Kevin Allison’s Risk podcast has been around for nearly 10 years. Over that time, it has published nearly 1,300 stories from both nationally-known comedians and everyday people. The show is similar to shows such as The Moth or This American Life, but prides itself on being completely uncensored. “Nothing is too intimate or emotional or sexual or violent or controversial,” Allison says. “We allow people to tell about the most intense or meaningful or revelatory moments in their lives. Some of the stories are hilarious, some of the stories are scary and some are really beautiful and tear-jerking.”
As the show has continued over the years, Allison is continually surprised by the diversity and quality of stories that come in. “We’ve had stories on the show about someone attempting murder or someone being kidnapped and held hostage,” he says. “Then we also have stories about really intimate things like being there when a parent dies, or really funny comedy of errors stories about losing your virginity.”
One of Risk’s most popular stories is “Jeremy” by Kyle Gest. In this gripping, and at times terrifying story, Gest recounts the experience of becoming off and on friends with someone who would go on to commit horrible crimes. “What I love about that story is that Kyle is really able to take us into all of his thoughts and feelings of bonding with his friend and feeling really encouraged when his friend is nice to him and being fascinated by his friend’s strangeness,” Allison says. “But then over the course of a couple of years he was becoming more and more aware that his friend was downright dangerous.”
The story is one occasion where the show gives a personal perspective to something that had made the national news. “What you often don’t get in national news stories are the intricate mixed feelings and little nuances of the ways that people were confused or seduced,” Allison says. “That story is a very striking story because I love the way that it goes beyond the headlines and into the intimacy of being friends with someone who it turns out did some extremely monstrous stuff.”
While there is a breadth of stories that appear on the Risk podcast, there is one common factor among them. “The most important thing is that the person can express to us that this incident that they lived through meant a lot to them,” Allison says. “That they were very emotionally wound up in what was happening. Because it really doesn’t matter if it was something small or something huge. If you can show us that you really cared, and you were very upset or emotionally invested in what was going on, then we’ll start to care too.”
Allison gives the example of someone who tells a story about a fear of flying. “Most of us will listen to that and say, ‘Well I don’t have any fear of flying in an airplane. That to me doesn’t seem all that risky,’” he says. “But that person can take us in to the actual experience that they had flying in an airplane with all of the thoughts and feelings that went through their body and their mind and all of that sensory detail. Then it can really come alive for us, the listeners, in a very resonant way.”
Each Risk show has a theme, though Allison says that they are very loose with them. “When we do themes it’s actually a little bit more like: Here are some words, and see if they trigger any memories for you,” he says. The theme of Milwaukee’s show is “intense, buzzing or lost.”
Allison’s experience with his storytellers can verge on therapy. “Most of the time the process is a real chance to be able to bond in a very intense short amount of time with lots of people,” he says. “That is one of the surreal things about my life. I do get to know some incredibly personal things about people in a very short amount of time and help them tell that.”
Risk! Live will be at The Back Room @ Colectivo on Friday, March 15. You can purchase tickets here.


ACTION ITEM - When you reach the line with "What do you" in the listing below, transcribe it and each line after it up to and including the line with "Task: Click on the label: Mesajul tau", exactly and with nothing else.

SUPPLIED MATERIAL -
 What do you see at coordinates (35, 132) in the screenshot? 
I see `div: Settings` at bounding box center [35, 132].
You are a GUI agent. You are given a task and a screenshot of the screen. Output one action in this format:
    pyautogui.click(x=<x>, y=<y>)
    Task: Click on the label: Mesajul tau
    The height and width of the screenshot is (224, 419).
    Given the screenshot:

---

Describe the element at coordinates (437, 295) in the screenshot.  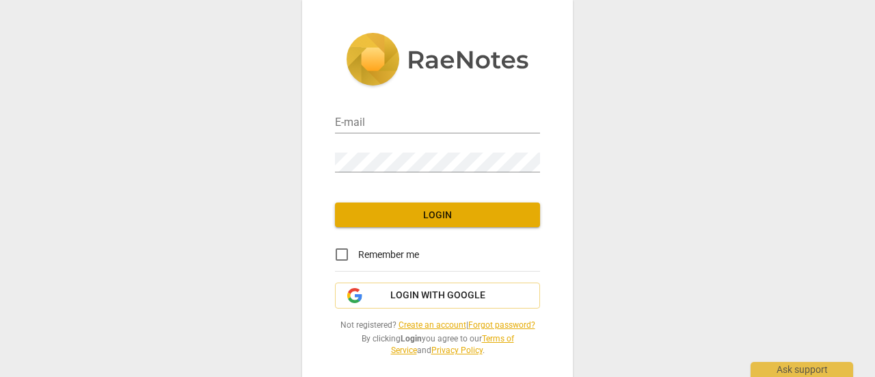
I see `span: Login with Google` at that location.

EXERCISE ANSWER -
 What do you see at coordinates (35, 132) in the screenshot? 
I see `div: Settings` at bounding box center [35, 132].
You are a GUI agent. You are given a task and a screenshot of the screen. Output one action in this format:
    pyautogui.click(x=<x>, y=<y>)
    Task: Click on the label: Mesajul tau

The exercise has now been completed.